Managing brand reputation in a ‘pass it on’ world

By Wayde Bull, Planning Director at Principals.

One of the funniest customer complaint letters on the web today is from a Virgin Atlantic passenger, Oliver Beale, who shares his ‘culinary journey from hell’ on a flight from Mumbai to London. His lengthy tongue-in-cheek email, addressed to Richard Branson and cc’d to the world is punctuated by close-ups of the curious meal, no doubt captured on a mobile phone. “Look at this Richard, just look at it” Beale urges, “I know it looks like a baaji but it’s in custard”.

Beale’s multi-media comedy of errors has been entertaining frequent fliers for months, but has no doubt created headaches for Virgin Atlantic’s corporate affairs team, given the speed with which the story has spread from conventional to social media. Virgin’s immediate response was a classic corporate deflection, describing their Indian in-flight cuisine as award winning and stressing that all passengers, Beale included, had the choice of Western style meals on-board. So there. Virgin Atlantic’s subsequent response was more self-assured and ‘back on brand’.
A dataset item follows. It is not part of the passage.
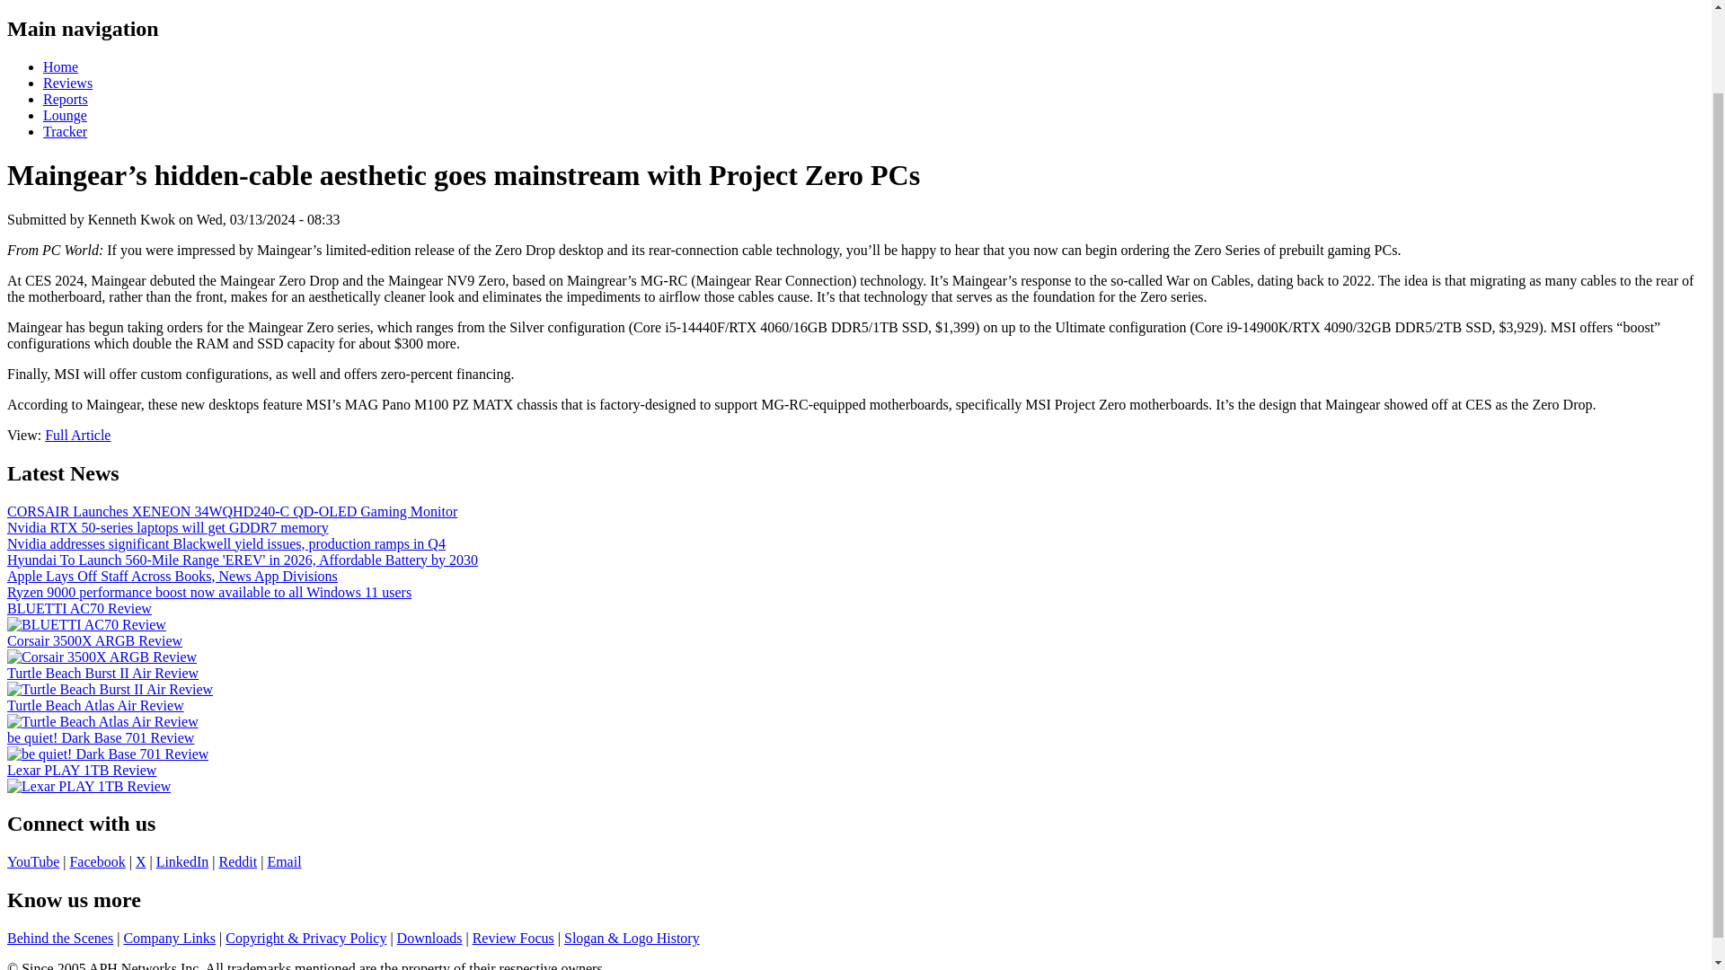  What do you see at coordinates (59, 938) in the screenshot?
I see `Behind the Scenes` at bounding box center [59, 938].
Branson picked up the phone to Beale and invited him to Virgin’s catering base, to help select future on-board meals and wines, to better match his personal tastes. A fun story with a happy ending, but what lessons can brand managers draw from such viral tales? In many ways this is a timeless example of customer complaint, where an individual is sufficiently provoked by a poor brand experience to put their feelings into writing. Yet social media are transforming what used to be largely private exchanges between customers and companies into a spectator sport.
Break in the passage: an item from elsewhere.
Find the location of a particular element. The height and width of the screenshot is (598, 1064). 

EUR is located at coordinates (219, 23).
Astute customers, like Beale, are growing to understand that their needs and problems are taken more seriously – more quickly – if they engage businesses in mediums where other customers are watching. As the social media commentator Mark Bunting explains “These days a company’s voice is no louder than those of its critics and often what its critics say has a lot more credibility.” This demands companies start devoting serious resources to becoming great online listeners; to invest in scanning tools to spot emerging customer issues, to track the opinions of prominent bloggers and to pick up sudden shifts in brand sentiment. For the sooner a business understands the specifics of customer issues bubbling up online, the sooner it can start to engage with the crowd and sincerely answer them. But who in the organisation jumps in and joins the conversation with customers?

It’d be great if every Australian business leader followed Branson’s example and picked up the phone, at least occasionally, to a disgruntled customer. But the management conundrum is that an effective social media strategy falls somewhere between the customer service, PR, brand marketing and insights functions today. It’s going to take new customer insight tools, more integrated customer management structures and a whole lot of leadership by example to place authentic customer conversations at the heart of a business.